Must a Scrum team have a dedicated ScrumMaster? By “dedicated,” I mean that the ScrumMaster role is filled by one person, on one team, and is not expected to do any other type of work on that team or any other team.
Must? Should? May?
This is a persistent question from people exploring Scrum as their Agile framework. It is asked by those just starting to look into using Scrum and those who have been using it for a while. Let me share my thoughts on the issue of a dedicated ScrumMaster, with the hope of helping you think about how to answer this question for yourself.
Scrum Roles, In Brief
Product Owner:
- Answers the question “What?”about the product.
- “What should it do?”
- “What value does it deliver?”
- Helps the customer answer the question “Why?”about the product.
- “Why is this feature important?”
- “Why does the market want this?”
- Focused on creating a high performing product.
Development Team:
- Answers the question “How?”about the product.
- “How can this be built?”
- “How do we divide and share the work?”
- Focused on creating a high quality product.
ScrumMaster:
- Answers the question “How?” about the process.
- “How can we improve?”
- “How are we doing compared to yesterday?”
- Focused on creating a high performing Scrum Team.
ScrumMaster Work
Agile is about leveraging human capability as strengths instead of compensating for human capability as weaknesses. Scrum is about people. The work of the ScrumMaster is about improving people. Improving people is hard, subtle and complex work.
A ScrumMaster needs time, space and focus to create a high performing team. A ScrumMaster accomplishes this by using the product work as a vehicle for personal and team (people) improvement. It so happens that a better product also results from improved people and an improved team.
Dedicated ScrumMaster Answers
Can you tell what answer I would give to someone asking about the need for a dedicated ScrumMaster? Hopefully it is obvious that I believe a dedicated ScrumMaster is essential for a high performing team. I won’t go so far as to say you must have a dedicated ScrumMaster, I do recommend it strongly. Ifirmly believe that Scrum cannot work as intended without a dedicated ScrumMaster. But that’s just me. What are your thoughts? How do you answer this question on your own team? Is it the same answer for new teams? What about teams that are delivering well?















Alan, I completely agree with your thought process and opinion. I have found this to be one of the hardest changes an organization must embrace if they want to get those high performing Scrum teams. I hear this all the time, ‘So-and-so is only on one project. Should we replace him/her with someone better?’ As if focusing on building one high performing team is a bad thing or the result of a poor skill set.
New organizations that can build a staffing model around Scrum can see these high performing teams develop rather quickly. While those organizations transitioning from non-agile staffing models will find this difficult to swallow and consequently hobble their ability to produce high performing teams.
For those of you just starting out or struggling to see the full value from Scrum, I recommend you dedicate a team – an entire team. Product Owner, Delivery Team, AND Scrum Master. Give them a few sprints to work out the kinks and see the value they produce. Let the empirical evidence reveal the answer the ‘to dedicate or not to dedicate’ question.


▶ [What is being asked] Compute how many lines in the data below hold the word "plot", then report that number with nothing else.

▶ [Excerpted records]
-- Opening Marker --
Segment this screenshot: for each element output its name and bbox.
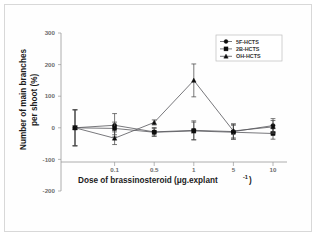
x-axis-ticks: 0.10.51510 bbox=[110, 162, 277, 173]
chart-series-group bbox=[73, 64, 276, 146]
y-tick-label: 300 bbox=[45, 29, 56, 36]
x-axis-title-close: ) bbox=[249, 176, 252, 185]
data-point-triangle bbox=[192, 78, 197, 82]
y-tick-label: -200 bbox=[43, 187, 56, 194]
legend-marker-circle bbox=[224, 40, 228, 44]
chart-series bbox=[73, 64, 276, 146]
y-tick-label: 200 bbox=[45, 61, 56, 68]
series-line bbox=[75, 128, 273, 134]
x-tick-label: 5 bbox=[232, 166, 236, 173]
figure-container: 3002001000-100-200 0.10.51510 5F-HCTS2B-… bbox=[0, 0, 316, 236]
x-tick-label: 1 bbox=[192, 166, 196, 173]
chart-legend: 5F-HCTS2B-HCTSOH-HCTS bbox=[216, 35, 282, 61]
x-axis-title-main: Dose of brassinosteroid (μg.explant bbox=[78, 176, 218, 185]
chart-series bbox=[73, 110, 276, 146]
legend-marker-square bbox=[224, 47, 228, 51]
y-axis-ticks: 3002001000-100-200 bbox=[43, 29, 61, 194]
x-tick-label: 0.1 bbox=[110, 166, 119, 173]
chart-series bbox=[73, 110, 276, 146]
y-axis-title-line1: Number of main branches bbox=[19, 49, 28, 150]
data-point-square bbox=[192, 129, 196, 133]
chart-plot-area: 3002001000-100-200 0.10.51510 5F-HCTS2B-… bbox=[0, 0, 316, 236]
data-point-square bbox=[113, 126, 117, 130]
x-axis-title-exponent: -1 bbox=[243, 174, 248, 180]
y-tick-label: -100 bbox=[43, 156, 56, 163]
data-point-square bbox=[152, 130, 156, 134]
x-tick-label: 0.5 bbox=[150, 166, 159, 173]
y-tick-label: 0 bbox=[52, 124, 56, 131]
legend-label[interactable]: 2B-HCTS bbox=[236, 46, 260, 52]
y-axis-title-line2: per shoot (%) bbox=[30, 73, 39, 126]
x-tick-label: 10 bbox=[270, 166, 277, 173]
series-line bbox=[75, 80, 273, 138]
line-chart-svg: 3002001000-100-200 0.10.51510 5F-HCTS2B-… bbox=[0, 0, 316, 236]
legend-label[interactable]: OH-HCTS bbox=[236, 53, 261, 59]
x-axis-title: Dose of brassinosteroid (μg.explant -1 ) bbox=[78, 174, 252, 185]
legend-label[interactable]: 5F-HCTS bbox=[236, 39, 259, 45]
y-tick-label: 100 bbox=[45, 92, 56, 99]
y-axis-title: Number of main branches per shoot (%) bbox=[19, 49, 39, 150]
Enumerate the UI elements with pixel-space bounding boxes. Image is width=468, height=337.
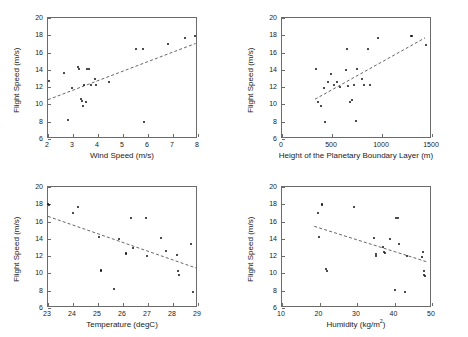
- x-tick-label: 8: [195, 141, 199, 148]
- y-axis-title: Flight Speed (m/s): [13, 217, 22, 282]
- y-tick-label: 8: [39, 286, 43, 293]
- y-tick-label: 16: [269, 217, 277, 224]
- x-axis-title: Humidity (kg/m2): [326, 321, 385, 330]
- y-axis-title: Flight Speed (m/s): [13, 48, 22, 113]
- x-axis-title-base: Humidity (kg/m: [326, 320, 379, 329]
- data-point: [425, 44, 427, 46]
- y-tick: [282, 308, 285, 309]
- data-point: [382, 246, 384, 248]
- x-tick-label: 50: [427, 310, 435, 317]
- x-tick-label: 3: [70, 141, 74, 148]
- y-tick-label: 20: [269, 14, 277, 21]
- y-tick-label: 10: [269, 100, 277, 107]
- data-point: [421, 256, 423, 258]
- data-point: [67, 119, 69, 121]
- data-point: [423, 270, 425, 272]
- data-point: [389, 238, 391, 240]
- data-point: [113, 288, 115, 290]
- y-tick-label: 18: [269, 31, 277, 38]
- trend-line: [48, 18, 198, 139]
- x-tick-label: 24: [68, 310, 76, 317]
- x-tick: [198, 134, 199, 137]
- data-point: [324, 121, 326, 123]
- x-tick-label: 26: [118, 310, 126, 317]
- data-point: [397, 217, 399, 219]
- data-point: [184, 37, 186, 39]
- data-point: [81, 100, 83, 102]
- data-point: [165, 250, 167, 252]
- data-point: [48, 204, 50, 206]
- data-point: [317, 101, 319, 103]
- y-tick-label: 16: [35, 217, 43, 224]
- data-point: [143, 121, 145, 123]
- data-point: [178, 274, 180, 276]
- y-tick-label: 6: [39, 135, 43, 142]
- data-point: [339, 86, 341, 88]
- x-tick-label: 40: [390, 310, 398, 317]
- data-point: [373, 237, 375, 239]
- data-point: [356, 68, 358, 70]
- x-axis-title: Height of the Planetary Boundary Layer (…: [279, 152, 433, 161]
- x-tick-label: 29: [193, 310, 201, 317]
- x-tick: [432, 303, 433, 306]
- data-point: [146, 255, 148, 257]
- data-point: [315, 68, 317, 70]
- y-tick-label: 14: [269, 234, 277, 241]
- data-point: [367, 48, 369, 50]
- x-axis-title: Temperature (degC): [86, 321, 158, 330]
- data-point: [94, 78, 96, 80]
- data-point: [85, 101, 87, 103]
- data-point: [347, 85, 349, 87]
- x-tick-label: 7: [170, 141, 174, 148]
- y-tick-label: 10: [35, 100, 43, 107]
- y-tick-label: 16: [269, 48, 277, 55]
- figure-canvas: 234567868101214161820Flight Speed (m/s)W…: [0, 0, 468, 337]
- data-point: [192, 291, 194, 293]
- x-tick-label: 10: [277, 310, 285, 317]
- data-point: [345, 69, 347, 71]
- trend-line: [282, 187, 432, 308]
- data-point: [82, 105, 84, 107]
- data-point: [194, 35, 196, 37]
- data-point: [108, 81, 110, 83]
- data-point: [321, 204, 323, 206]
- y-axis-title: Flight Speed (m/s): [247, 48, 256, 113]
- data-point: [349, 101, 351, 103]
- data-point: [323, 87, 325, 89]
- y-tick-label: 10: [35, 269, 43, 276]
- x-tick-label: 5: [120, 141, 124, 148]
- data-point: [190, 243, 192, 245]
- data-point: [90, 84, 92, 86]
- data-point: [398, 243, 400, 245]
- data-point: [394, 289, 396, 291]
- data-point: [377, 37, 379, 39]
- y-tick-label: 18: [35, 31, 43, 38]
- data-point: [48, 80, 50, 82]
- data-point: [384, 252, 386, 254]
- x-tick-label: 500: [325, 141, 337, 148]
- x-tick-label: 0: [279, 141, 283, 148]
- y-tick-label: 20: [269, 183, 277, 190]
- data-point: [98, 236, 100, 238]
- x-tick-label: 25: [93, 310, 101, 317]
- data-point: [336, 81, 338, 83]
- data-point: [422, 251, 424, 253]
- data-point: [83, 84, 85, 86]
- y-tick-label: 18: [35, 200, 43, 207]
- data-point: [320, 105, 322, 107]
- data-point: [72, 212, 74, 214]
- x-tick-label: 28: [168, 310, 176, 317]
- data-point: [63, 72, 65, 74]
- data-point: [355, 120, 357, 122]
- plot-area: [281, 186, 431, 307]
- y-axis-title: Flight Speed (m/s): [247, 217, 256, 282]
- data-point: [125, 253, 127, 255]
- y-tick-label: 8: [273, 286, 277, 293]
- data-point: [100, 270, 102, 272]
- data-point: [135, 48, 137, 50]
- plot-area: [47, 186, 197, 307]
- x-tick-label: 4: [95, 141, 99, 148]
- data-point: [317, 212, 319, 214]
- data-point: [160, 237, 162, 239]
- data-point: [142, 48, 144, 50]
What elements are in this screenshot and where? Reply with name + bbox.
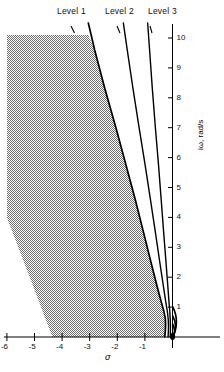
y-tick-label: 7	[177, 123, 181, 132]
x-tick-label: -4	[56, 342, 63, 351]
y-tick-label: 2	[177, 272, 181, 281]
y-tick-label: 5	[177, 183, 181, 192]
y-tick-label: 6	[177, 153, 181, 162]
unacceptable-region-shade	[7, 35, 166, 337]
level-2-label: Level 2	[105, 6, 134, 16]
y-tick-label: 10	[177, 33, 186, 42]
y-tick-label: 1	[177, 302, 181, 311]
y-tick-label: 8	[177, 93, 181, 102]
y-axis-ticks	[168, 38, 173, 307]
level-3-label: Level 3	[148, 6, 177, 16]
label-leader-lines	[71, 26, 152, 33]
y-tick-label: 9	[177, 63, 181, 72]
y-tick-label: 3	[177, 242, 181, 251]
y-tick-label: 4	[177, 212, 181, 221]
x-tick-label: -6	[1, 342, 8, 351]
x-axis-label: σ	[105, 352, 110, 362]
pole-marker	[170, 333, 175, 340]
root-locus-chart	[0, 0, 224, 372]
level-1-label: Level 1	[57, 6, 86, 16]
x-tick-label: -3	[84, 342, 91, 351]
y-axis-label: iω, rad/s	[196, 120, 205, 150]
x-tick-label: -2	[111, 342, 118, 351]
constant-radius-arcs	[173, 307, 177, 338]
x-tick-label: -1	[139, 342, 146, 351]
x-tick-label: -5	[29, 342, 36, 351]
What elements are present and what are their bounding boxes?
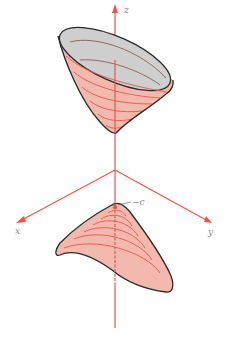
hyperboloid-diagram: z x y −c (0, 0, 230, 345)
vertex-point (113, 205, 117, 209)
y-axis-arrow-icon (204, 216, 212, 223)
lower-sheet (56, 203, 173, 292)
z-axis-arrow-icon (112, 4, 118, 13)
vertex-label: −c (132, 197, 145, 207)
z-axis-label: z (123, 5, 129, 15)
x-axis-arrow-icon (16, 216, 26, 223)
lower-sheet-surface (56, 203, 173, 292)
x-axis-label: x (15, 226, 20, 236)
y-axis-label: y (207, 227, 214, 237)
-- Closing Marker --
▶ [Answer to this problem] 3